TASK OBJECTIVE: Please print, exactly, only the lines in the entries below from the line that has "Describe the element at coordinates (669, 227)" through the line that has "pyautogui.click(x=<x>, y=<y>)". Pictures don't go in.

RECORD EXTRACTS:
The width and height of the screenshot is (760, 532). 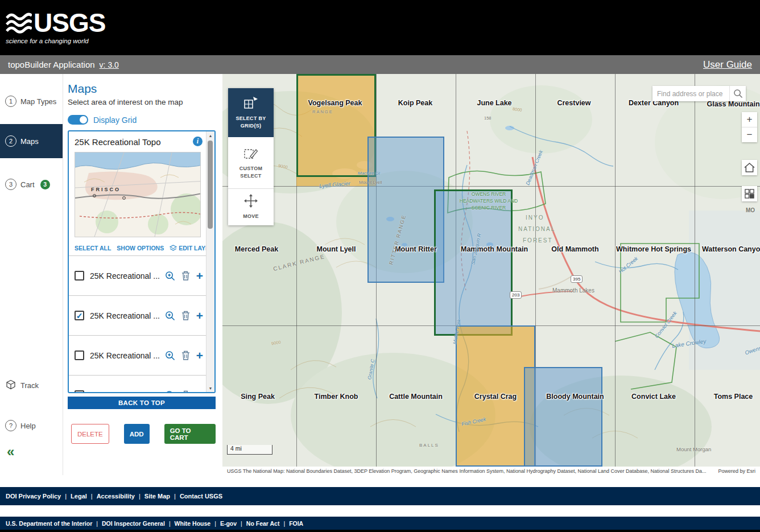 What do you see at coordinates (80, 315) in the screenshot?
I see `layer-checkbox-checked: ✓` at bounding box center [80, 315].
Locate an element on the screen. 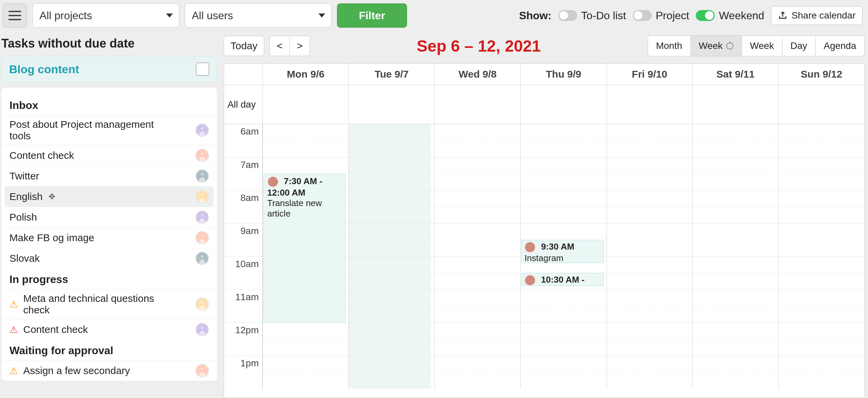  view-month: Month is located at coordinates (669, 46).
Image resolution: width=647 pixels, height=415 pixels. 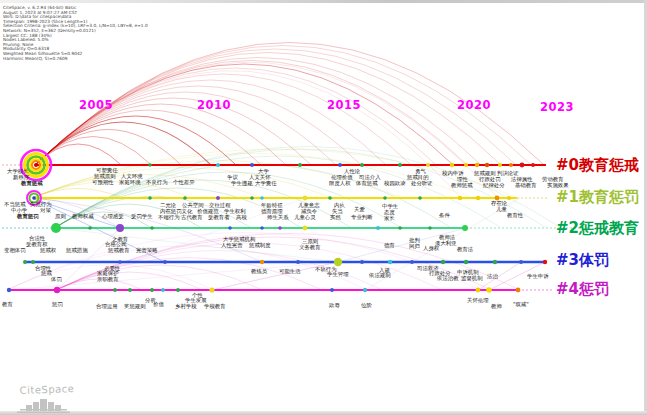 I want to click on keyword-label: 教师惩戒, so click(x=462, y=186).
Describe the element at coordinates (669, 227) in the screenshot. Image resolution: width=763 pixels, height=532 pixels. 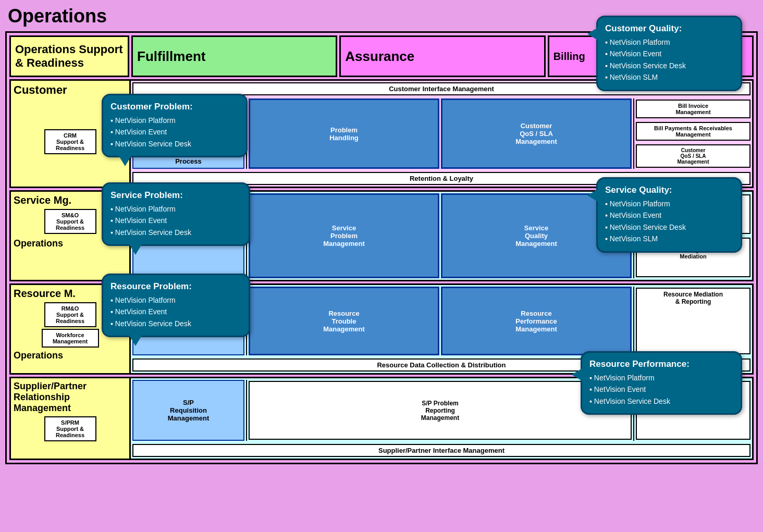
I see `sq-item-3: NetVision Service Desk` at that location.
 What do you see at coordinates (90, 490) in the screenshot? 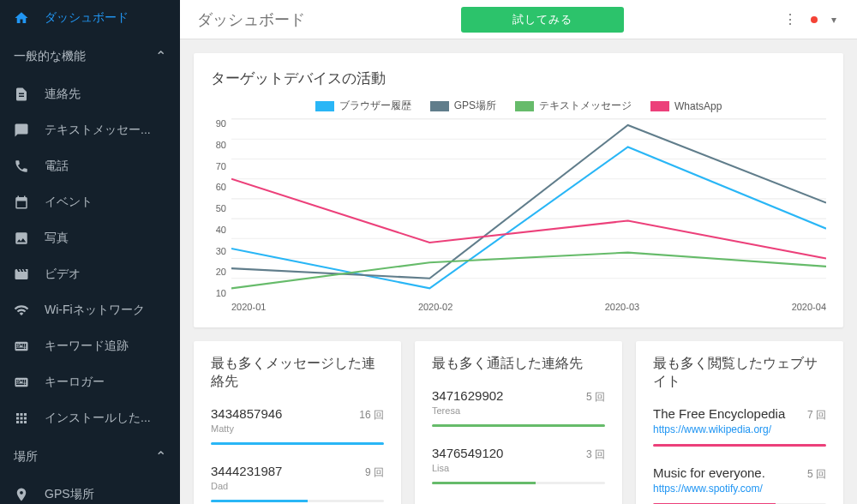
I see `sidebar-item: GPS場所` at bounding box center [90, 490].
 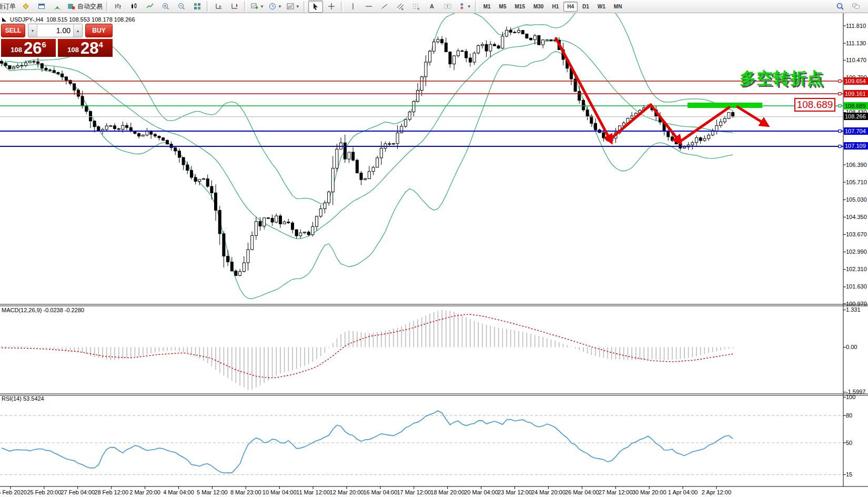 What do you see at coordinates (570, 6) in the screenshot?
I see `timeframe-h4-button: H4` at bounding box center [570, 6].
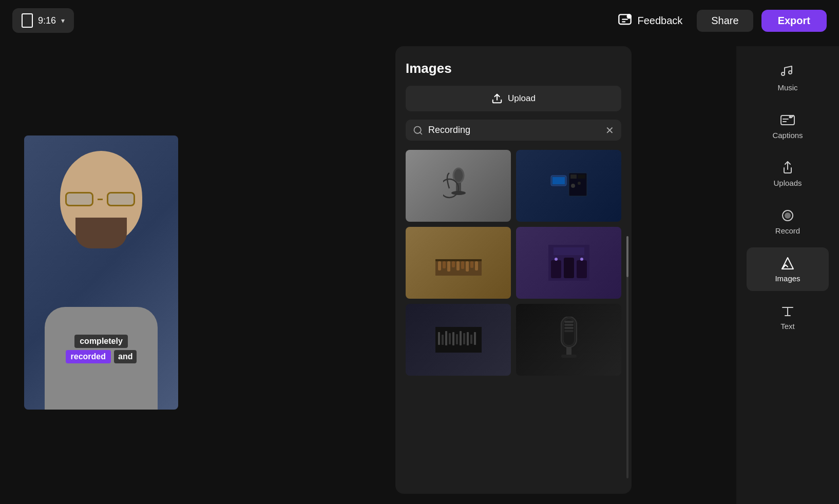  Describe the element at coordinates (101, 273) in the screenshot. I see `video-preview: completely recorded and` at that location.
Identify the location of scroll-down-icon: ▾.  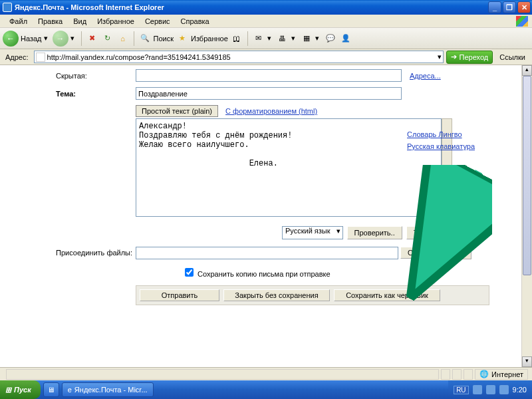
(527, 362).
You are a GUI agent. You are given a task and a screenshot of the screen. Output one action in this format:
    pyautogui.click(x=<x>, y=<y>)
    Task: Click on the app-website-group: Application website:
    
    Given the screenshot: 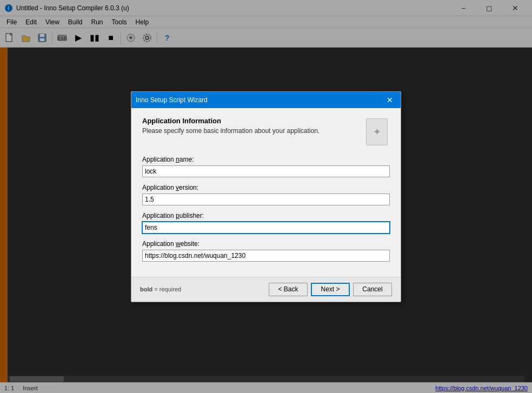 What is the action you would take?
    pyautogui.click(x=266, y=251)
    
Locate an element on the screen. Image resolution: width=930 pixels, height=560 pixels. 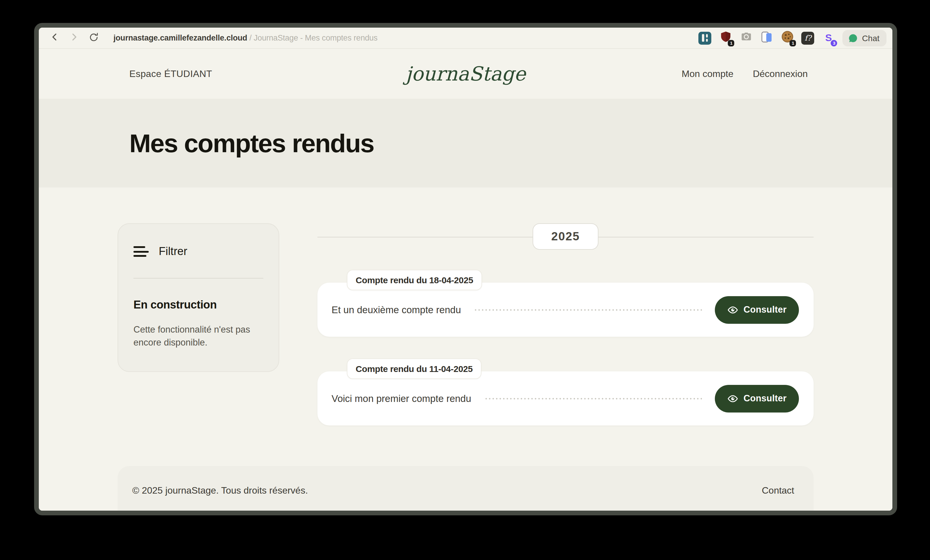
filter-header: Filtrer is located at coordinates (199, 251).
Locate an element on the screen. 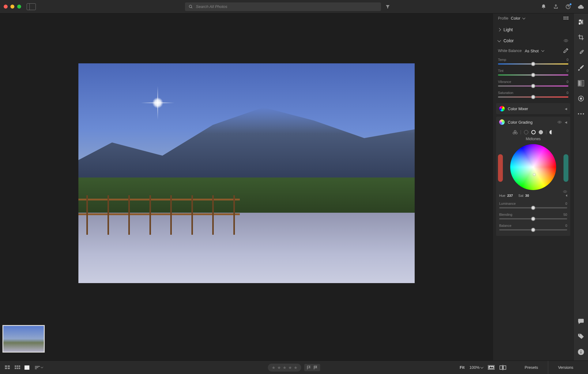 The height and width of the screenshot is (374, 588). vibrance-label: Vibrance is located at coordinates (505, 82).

THE ANSWER:
Describe the element at coordinates (669, 227) in the screenshot. Image resolution: width=763 pixels, height=532 pixels. 
I see `sq-item-3: NetVision Service Desk` at that location.
 What do you see at coordinates (90, 490) in the screenshot? 
I see `sidebar-item: GPS場所` at bounding box center [90, 490].
  What do you see at coordinates (570, 6) in the screenshot?
I see `timeframe-h4-button: H4` at bounding box center [570, 6].
  Describe the element at coordinates (101, 273) in the screenshot. I see `video-preview: completely recorded and` at that location.
Identify the location of scroll-down-icon: ▾.  
(527, 362).
You are a GUI agent. You are given a task and a screenshot of the screen. Output one action in this format:
    pyautogui.click(x=<x>, y=<y>)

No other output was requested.